Homeland Security Secretary Janet Napolitano's letter announcing the case-by-case review last week followed a June memo from Immigration and Customs Enforcement (ICE) Director John Morton, which also urged prioritizing cases through "prosecutorial discretion."

"The spirit of the announcement (last week) was, 'We're really serious about this,'" Pelta said.

Administration officials call it a matter allocating scarce resources more efficiently. Critics call it backdoor amnesty, a way to push through policy changes that conservatives in Congress would never agree to.

The Obama administration "has resorted to implementing its plans via executive fiat," Arizona Gov. Jan Brewer said last week.

Brewer signed a state law last year requiring local law enforcement in Arizona to apprehend and help deport illegal immigrants, among other things. The U.S. Justice Department sued, arguing that only the federal government has that authority. Earlier this year, a three-judge appeals court panel sided with federal officials and against Brewer.

Federal judges have also blocked similar measures in Utah, Indiana and Georgia. And the nationwide skirmish between state and federal officials over who controls immigration enforcement has showed no signs of slowing.

A federal judge heard arguments Wednesday challenging an Alabama measure aimed at cracking down on illegal immigration that is scheduled to go into effect September 1.

But some say the new federal guidelines could undercut the state initiatives.

"It will make them meaningless, because even if Georgia goes ahead and arrests every 18-year-old kid for driving without a license, ICE is likely to release them back into the community," Kuck said.

In the meantime, many members of immigrant communities are confused about how the new guidelines will affect them.

The American Immigration Lawyer Association issued an advisory after Napolitano's announcement, warning that the guidelines don't grant amnesty and don't create a program people can sign up to join.

"There is NO 'safe' way to turn yourself in to immigration and there is NO guarantee that your case will be considered 'low priority,'" the advisory says. "ANY person who comes into contact with immigration authorities may be arrested, detained or even removed."

"My phone lines have flooded because people are getting the wrong message. This is like the old game of telephone," said Carolina Antonini, an immigration attorney in Georgia.

Antonini stressed that the new policy applies only to deportation cases already in the system, and how it will play out remains unclear. But even so, she said, it marks a significant change.

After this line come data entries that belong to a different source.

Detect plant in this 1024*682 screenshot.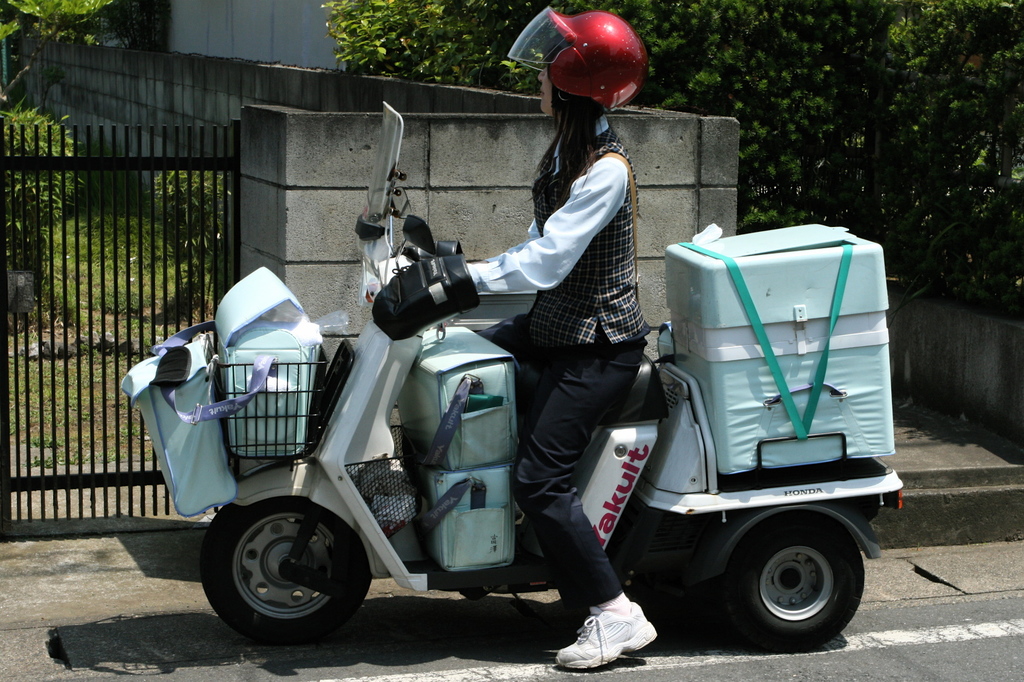
Detection: rect(138, 166, 252, 307).
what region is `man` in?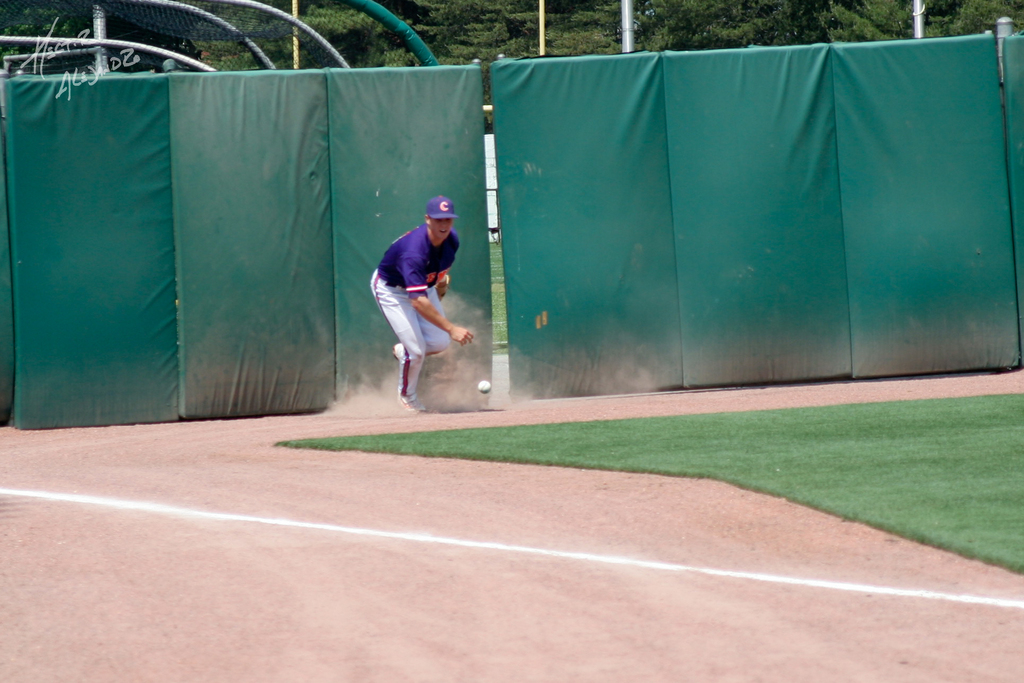
region(362, 191, 474, 413).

"The shift of mentality is important," she said, "because it gives me the hope that at least I know people are going to be considered. There's a chance that everybody will be looked at as a human being before a blanket decision is made."

But people on both sides of the immigration debate say the new guidelines don't fix America's immigration problems -- a fact Napolitano acknowledged in her letter last week.

"The only way we're going to have a permanent solution that can't change depending on who's in the White House is for Congress to take definitive action," Pelta said.

Mark Krikorian, executive director of the Washington-based Center for Immigration Studies, which favors stricter immigration control, said the guidelines showed the Obama administration was abusing its power and shirking its responsibility to enforce immigration laws.

"This does, in fact, increase the incentive for states to try to act on their own," he said.

CNN's Alan Silverleib contributed to this report.